Rats could fuel next coronavirus outbreak after catching it from sewage

Rat - Kemter
Rat - Kemter

Rats could pick up coronavirus from sewage and pass it back to humans, sparking new outbreaks, government scientists have warned.

In a new report from the Department for Environment, Food and Rural Affairs (Defra), experts concluded that wastewater workers and pest controllers were at particular risk of picking up an infection, although the general public had little to worry about.

Laboratory studies have shown that rats can contract coronavirus, and Defra is also concerned that the virus could mutate in the animals, creating a more virulent variant.

Coronavirus is known to be present in sewage, which is now monitored in some British cities to track the local rate of the virus.

The new study, released on Friday by the Scientific Advisory Group for Emergencies (Sage), said that around 50 workers are infected with rat-borne diseases each year, and warned that if similar numbers caught coronavirus, it could start an outbreak.

The authors said: “This level of rodent-human transmission of coronavirus could be enough to seed a new outbreak in the human population with low immunity or if the variant of concern evades the vaccine-induced immunity. “

There are an estimated eight million rats in Britain. They live in colonies, and have close contact with one another, making it easier for viruses to transmit.

The authors stated the risk is “reduced considerably” for the general population and pet rat owners where public health or sanitary protection is good, but have called for greater surveillance in industries which regularly come into contact with wild rodents.

“Even at very low risk if this is of a variant that is easily transmitted between people, then the potential impact is greater,” the report concluded.

“There are key uncertainties around whether the variant of concern would become established in a rodent population, or would the virus become adapted to the rodent host and would no longer be able to infect a human or establish a new outbreak.

“Therefore there remain some important questions about whether these populations could act as reservoirs for future outbreaks but targeted surveillance in human populations at a higher risk of exposure would answer some of those questions in time.”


Aim of the exercise:
Lines with the word "Optimal" are the ones wanted. Copy each of them from the entries below.

(Dataset Opens)

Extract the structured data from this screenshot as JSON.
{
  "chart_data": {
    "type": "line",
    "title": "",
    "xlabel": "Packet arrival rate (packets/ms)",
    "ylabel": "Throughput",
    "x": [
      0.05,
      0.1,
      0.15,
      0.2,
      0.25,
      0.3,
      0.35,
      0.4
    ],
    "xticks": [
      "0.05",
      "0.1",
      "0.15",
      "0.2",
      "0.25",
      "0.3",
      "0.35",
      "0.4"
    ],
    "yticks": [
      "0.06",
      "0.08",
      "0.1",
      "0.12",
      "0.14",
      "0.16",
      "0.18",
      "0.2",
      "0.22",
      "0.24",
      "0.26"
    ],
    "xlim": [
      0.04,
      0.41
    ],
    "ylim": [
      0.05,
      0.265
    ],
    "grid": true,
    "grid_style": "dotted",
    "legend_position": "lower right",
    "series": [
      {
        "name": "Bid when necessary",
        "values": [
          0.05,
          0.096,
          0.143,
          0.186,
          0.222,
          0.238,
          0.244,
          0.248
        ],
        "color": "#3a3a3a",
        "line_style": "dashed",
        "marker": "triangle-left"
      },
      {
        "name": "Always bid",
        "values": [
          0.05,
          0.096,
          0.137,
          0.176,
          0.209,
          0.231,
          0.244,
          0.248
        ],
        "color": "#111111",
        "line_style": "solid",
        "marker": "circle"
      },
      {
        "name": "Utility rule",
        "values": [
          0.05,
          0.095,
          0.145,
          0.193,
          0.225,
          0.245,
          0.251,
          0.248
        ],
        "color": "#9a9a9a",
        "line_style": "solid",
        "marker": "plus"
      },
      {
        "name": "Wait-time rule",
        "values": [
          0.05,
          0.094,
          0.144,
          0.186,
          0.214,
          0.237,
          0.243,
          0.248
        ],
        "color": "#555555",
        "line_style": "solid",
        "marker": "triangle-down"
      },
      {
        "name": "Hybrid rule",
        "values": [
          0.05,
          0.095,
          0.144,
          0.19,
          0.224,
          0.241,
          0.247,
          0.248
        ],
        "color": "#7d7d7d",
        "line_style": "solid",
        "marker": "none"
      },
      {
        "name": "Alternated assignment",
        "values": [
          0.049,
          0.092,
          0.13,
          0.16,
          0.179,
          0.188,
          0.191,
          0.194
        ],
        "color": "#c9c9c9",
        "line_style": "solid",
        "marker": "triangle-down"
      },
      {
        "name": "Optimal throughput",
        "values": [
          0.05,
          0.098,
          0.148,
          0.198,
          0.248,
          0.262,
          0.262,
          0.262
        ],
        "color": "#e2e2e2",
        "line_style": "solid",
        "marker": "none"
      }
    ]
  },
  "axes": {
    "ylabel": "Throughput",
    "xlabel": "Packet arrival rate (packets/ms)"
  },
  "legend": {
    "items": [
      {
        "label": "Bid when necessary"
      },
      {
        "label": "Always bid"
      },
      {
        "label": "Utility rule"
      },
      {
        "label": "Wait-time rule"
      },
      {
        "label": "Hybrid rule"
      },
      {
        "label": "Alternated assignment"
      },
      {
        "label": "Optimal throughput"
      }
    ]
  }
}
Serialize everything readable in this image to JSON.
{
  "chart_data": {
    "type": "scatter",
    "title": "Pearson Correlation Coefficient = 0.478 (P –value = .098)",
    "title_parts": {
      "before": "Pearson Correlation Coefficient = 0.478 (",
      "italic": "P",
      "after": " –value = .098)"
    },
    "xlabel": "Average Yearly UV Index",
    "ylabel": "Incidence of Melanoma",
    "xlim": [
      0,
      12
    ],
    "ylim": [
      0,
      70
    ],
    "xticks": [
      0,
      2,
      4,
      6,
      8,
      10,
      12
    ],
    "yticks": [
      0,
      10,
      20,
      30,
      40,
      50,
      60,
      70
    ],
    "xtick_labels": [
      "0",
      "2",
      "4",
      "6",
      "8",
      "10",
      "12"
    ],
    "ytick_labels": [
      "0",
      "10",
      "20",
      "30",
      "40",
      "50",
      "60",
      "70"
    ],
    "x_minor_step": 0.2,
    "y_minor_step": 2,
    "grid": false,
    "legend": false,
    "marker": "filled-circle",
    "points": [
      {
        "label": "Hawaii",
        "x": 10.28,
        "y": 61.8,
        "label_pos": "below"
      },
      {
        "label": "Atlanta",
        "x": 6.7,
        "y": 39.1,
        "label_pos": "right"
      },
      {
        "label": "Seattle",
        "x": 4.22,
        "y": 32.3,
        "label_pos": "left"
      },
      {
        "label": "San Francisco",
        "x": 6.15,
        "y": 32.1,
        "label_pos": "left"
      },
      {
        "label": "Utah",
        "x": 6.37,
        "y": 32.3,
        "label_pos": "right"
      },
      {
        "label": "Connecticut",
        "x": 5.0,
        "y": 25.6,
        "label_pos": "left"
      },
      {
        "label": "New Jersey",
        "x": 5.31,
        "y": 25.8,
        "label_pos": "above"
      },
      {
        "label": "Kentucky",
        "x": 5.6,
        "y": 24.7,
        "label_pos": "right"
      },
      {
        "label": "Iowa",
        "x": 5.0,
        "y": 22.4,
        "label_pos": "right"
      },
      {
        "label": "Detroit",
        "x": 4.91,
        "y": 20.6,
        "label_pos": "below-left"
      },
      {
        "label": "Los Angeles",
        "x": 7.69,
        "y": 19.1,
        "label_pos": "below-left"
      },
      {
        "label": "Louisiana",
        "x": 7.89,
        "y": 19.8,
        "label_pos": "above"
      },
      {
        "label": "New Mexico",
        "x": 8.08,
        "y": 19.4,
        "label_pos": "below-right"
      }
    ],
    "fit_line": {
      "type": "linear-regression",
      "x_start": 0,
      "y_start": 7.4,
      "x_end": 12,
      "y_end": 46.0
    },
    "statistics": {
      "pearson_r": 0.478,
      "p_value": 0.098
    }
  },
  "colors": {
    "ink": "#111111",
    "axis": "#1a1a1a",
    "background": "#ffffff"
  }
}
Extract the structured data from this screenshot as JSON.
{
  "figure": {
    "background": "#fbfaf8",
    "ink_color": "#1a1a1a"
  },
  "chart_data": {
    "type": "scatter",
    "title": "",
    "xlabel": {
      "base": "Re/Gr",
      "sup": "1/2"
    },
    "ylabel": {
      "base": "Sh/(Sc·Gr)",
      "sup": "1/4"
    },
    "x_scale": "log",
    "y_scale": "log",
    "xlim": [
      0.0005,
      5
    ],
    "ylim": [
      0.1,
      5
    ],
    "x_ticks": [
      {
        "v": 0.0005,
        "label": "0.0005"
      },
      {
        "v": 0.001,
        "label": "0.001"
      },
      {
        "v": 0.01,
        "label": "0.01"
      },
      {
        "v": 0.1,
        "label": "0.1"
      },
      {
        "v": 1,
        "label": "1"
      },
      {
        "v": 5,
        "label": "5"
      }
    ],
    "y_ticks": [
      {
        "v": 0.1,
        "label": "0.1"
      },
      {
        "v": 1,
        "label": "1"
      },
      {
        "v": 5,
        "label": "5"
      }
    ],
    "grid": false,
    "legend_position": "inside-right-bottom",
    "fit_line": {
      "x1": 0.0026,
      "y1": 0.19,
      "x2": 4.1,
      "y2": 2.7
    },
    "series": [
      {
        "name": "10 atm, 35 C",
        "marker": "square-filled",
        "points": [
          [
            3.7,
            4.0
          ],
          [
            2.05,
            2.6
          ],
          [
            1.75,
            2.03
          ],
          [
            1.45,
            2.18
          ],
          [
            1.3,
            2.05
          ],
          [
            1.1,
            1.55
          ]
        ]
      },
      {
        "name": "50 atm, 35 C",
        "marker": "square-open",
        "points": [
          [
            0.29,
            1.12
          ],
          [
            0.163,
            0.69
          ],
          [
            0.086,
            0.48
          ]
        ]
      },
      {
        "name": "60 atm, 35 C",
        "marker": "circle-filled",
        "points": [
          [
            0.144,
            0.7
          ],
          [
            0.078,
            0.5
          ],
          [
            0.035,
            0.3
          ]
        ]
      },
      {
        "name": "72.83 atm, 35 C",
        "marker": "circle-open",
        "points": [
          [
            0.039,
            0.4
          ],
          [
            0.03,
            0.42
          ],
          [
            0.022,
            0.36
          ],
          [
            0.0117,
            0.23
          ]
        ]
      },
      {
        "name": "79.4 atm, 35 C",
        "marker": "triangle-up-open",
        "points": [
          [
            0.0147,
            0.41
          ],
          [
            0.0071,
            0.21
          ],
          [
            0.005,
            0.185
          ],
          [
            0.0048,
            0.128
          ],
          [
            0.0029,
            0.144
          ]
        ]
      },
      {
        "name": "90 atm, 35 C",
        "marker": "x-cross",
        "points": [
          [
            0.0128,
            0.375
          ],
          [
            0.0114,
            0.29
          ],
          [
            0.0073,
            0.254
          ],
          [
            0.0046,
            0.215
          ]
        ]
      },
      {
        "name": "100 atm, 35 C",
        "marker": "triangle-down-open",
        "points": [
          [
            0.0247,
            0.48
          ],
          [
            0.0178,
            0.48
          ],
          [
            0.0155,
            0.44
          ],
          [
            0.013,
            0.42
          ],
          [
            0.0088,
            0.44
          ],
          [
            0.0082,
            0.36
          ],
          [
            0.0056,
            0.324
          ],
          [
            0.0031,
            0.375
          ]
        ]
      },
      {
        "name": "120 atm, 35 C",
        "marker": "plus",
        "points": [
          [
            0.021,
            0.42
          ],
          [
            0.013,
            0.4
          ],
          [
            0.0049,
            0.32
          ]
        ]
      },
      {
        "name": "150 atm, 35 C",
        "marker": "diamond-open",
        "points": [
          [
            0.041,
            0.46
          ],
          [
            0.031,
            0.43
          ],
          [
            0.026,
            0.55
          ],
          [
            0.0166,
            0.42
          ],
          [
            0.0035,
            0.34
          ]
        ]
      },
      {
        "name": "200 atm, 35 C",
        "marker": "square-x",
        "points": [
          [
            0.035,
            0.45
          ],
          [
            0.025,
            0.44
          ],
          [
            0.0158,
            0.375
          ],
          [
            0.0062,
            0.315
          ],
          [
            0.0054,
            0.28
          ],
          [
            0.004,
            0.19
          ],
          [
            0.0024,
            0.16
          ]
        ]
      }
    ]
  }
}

(Dataset Closes)

Answer box:
        "name": "Optimal throughput",
        "label": "Optimal throughput"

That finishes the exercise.